Yes, top basketball prospects that are 16, 17 and 18 years old use social media like Romar and I used to use bubble gum in high school.

And get this: Three weeks ago, the NCAA swung the regulatory door wide open on viral communication. It ruled it will now allow unlimited texting, calls, and direct messaging through Twitter and Facebook from coaches to recruits once they have finished their sophomore years of high school.

Yes, this is a brand-new digital world. Even to - or make that, especially to -- a veteran of 17 years of big-time college head coaching. Romar played at UW from 1978-80 and in the NBA from '80-85, well before any current or recent Huskies were even born.

"Now, we can have kids evaluating our whole program through social media," Romar said. "Now, to possibly gain an edge, we thought we can explore this avenue more."

How big is it for Washington's men's basketball program that its head man is now on Twitter?

"Huge," Hour says. "Coach Romar is so respected in not only the Seattle community but the basketball community that he needs to be out there for more recruits to see.

"I personally think the hugest part of recruiting is the `family' aspect of it," Hour says. "The program and coaches you sign with are basically your surrogate parents for three or four years, so you need to know as much about the coach as the coach needs to know about the recruit.

"Face time on unofficial or official visits is not enough.
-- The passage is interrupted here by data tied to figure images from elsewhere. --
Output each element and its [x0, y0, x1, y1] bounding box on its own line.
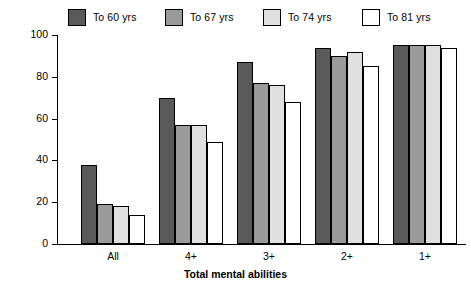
x-axis-label: Total mental abilities	[0, 268, 471, 280]
bar	[393, 45, 409, 244]
bars-row	[159, 35, 223, 244]
bar	[269, 85, 285, 244]
x-axis-line	[57, 244, 466, 245]
chart-legend: To 60 yrsTo 67 yrsTo 74 yrsTo 81 yrs	[0, 6, 471, 28]
y-tick-label: 100	[22, 28, 48, 40]
legend-swatch-icon	[165, 9, 183, 26]
bars-row	[237, 35, 301, 244]
bar	[191, 125, 207, 244]
legend-label: To 74 yrs	[288, 11, 332, 23]
bar	[363, 66, 379, 244]
bar	[315, 48, 331, 244]
bar	[113, 206, 129, 244]
bar	[253, 83, 269, 244]
bar-chart: To 60 yrsTo 67 yrsTo 74 yrsTo 81 yrs Per…	[0, 0, 471, 288]
y-tick-label: 60	[22, 112, 48, 124]
legend-item-0: To 60 yrs	[68, 9, 137, 26]
y-tick-label: 80	[22, 70, 48, 82]
bar	[285, 102, 301, 244]
bar	[441, 48, 457, 244]
x-tick-label: 1+	[405, 250, 445, 262]
bars-row	[81, 35, 145, 244]
bars-row	[315, 35, 379, 244]
legend-item-3: To 81 yrs	[362, 9, 431, 26]
legend-item-1: To 67 yrs	[165, 9, 234, 26]
bar	[175, 125, 191, 244]
legend-swatch-icon	[68, 9, 86, 26]
y-tick-label: 20	[22, 195, 48, 207]
legend-item-2: To 74 yrs	[263, 9, 332, 26]
plot-area	[57, 35, 465, 244]
y-tick-label: 40	[22, 153, 48, 165]
bar	[207, 142, 223, 244]
legend-label: To 81 yrs	[387, 11, 431, 23]
bar-groups	[57, 35, 465, 244]
legend-label: To 67 yrs	[190, 11, 234, 23]
bar	[237, 62, 253, 244]
x-tick-label: All	[93, 250, 133, 262]
bars-row	[393, 35, 457, 244]
bar	[347, 52, 363, 244]
x-tick-label: 2+	[327, 250, 367, 262]
legend-swatch-icon	[263, 9, 281, 26]
legend-label: To 60 yrs	[93, 11, 137, 23]
bar	[97, 204, 113, 244]
x-tick-label: 4+	[171, 250, 211, 262]
bar	[129, 215, 145, 244]
y-tick-label: 0	[22, 237, 48, 249]
bar	[331, 56, 347, 244]
x-tick-label: 3+	[249, 250, 289, 262]
bar	[159, 98, 175, 244]
bar	[409, 45, 425, 244]
bar	[425, 45, 441, 244]
bar	[81, 165, 97, 244]
legend-swatch-icon	[362, 9, 380, 26]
Twitter offers the opportunity for authentic, `digital' face time."

By tweeting, Romar is joining some hipster coaching colleagues here at UW.
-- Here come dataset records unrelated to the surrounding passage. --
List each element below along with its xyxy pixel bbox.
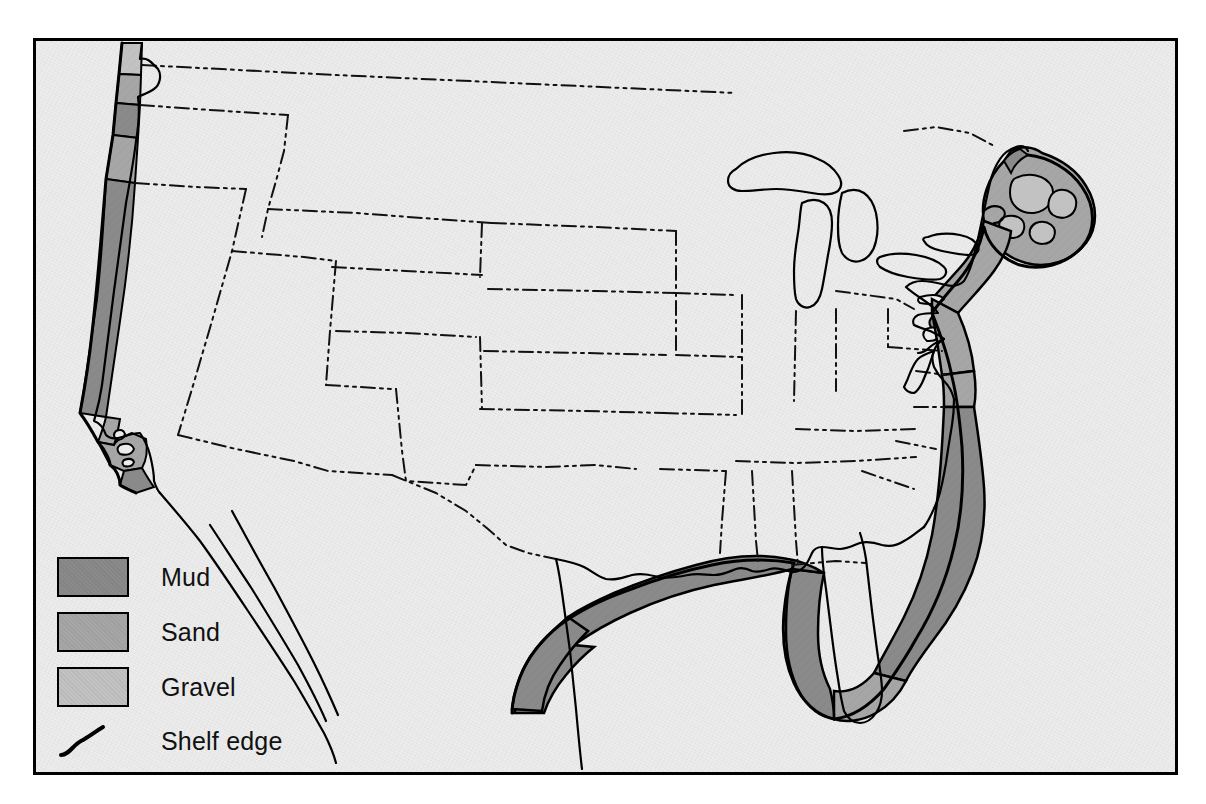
border-sd-ne bbox=[488, 289, 676, 293]
map-page: Mud Sand Gravel Shelf edge bbox=[0, 0, 1206, 804]
legend-label-shelf-edge: Shelf edge bbox=[161, 727, 283, 756]
border-canada-west bbox=[142, 65, 736, 93]
border-nc-sc bbox=[896, 441, 936, 449]
legend-item-gravel: Gravel bbox=[57, 663, 283, 711]
border-co-wy bbox=[332, 267, 482, 275]
border-ms-al bbox=[752, 471, 758, 561]
border-ky-tn bbox=[796, 429, 916, 431]
channel-island-3 bbox=[123, 459, 135, 467]
border-mt-wy bbox=[268, 209, 492, 223]
border-il-in bbox=[794, 311, 796, 401]
border-ut-az bbox=[326, 261, 336, 385]
border-nv-ut bbox=[232, 251, 336, 261]
border-tn-ms-al-ga bbox=[736, 457, 916, 463]
map-legend: Mud Sand Gravel Shelf edge bbox=[57, 553, 283, 764]
legend-swatch-sand bbox=[57, 612, 129, 652]
legend-item-sand: Sand bbox=[57, 608, 283, 656]
border-az-south bbox=[178, 435, 392, 475]
border-la-tx bbox=[720, 471, 726, 553]
border-nd-sd bbox=[492, 223, 676, 231]
border-id-mt bbox=[262, 115, 288, 237]
border-ny-pa bbox=[836, 291, 914, 309]
legend-swatch-mud bbox=[57, 557, 129, 597]
border-wa-or bbox=[140, 105, 288, 115]
legend-swatch-gravel bbox=[57, 667, 129, 707]
border-ne-ks bbox=[484, 351, 666, 355]
border-ca-nv bbox=[178, 189, 246, 435]
state-borders bbox=[135, 65, 996, 565]
lake-huron bbox=[838, 190, 878, 262]
shelf-georges-bank-patch-2 bbox=[1048, 190, 1076, 218]
east-coast-shelf bbox=[834, 147, 1095, 721]
lake-superior bbox=[728, 152, 841, 194]
border-ks-ok bbox=[480, 409, 664, 413]
legend-label-gravel: Gravel bbox=[161, 673, 236, 702]
lake-erie bbox=[877, 254, 946, 280]
channel-island-2 bbox=[118, 444, 135, 455]
legend-label-sand: Sand bbox=[161, 618, 220, 647]
lake-michigan bbox=[794, 200, 832, 308]
shelf-georges-bank-patch-1 bbox=[1010, 175, 1053, 213]
border-or-ca bbox=[135, 183, 246, 189]
border-wy-vertical bbox=[480, 223, 482, 277]
border-sc-ga bbox=[862, 471, 914, 489]
shelf-georges-bank-patch-4 bbox=[1030, 222, 1055, 244]
border-ia-mo bbox=[676, 355, 742, 357]
border-az-nm bbox=[326, 385, 396, 389]
border-co-ks bbox=[480, 337, 482, 409]
legend-item-shelf-edge: Shelf edge bbox=[57, 718, 283, 764]
border-ok-tx bbox=[476, 465, 636, 469]
border-mn-ia bbox=[676, 293, 736, 295]
shelf-edge-line-icon bbox=[57, 721, 129, 761]
border-ny-vt-nh bbox=[904, 127, 996, 147]
border-co-nm bbox=[336, 331, 476, 337]
border-nm-tx bbox=[396, 389, 476, 485]
legend-item-mud: Mud bbox=[57, 553, 283, 601]
map-frame: Mud Sand Gravel Shelf edge bbox=[33, 38, 1178, 775]
border-ar-la bbox=[660, 469, 726, 471]
legend-label-mud: Mud bbox=[161, 563, 210, 592]
border-mexico bbox=[392, 475, 556, 559]
border-mo-ar bbox=[664, 413, 736, 415]
border-al-ga bbox=[792, 471, 798, 565]
lake-ontario bbox=[923, 234, 978, 255]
Football's Steve Sarkisian, some 20 years Romar's junior, has 38,500-plus followers on his @CoachSark page. He was recently listed by Missouri Sports Magazine as one of the top 50 college coaches to follow on Twitter. (Don't ask me what Missouri Sports Magazine is and why it is making such a list).

Matt Thurmond (@MattThurmond, just short of 1,000 followers) is eloquent, refreshingly honest, real, emotional, and often hilarious in his tweets from the Huskies' NCAA regional-champion men's golf program.

One of the first things women's basketball coach Kevin McGuff did upon settling in Seattle to take the Huskies' job in the spring of 2011 was get his @CoachMcGuff feed (2,215 followers as of Monday night) up and running in purple and gold. His page offers a variety of insight on his program, the women's game in college and in the WNBA - and on how his Ohio-born-and-raised kids are adjusting to life/the weather in Seattle.

Heather Tarr has 1,500 followers on her Twitter feed highlighting her popular and wildly successful Huskies softball program.

And now here's a soon-to-be-grandpa, joining the tweeter ether-sphere.

Sarkisian tweeted that memorable day Coach Ro got his computer handle:

OK, so he's finally on Twitter.

Just don't expect to be inundated with more than you'd ever want to know about Washington's supremely personable basketball coach.

"I still don't think I'll be tweeting," Romar said, chuckling, "if I put jelly and peanut better on my toast."

About Gregg Bell Gregg Bell is an award-winning sports writer who joined the University of Washington's staff in September 2010 as the Director of Writing. Previously, Bell served as the senior national sports writer in Seattle for The Associated Press. The native of Steubenville, Ohio, is a 1993 graduate of the U.S. Military Academy at West Point, N.Y. He received a master's degree in journalism from the University of California, Berkeley in 2000.

Gregg Bell Unleashed can be found on GoHuskies.com each Wednesday.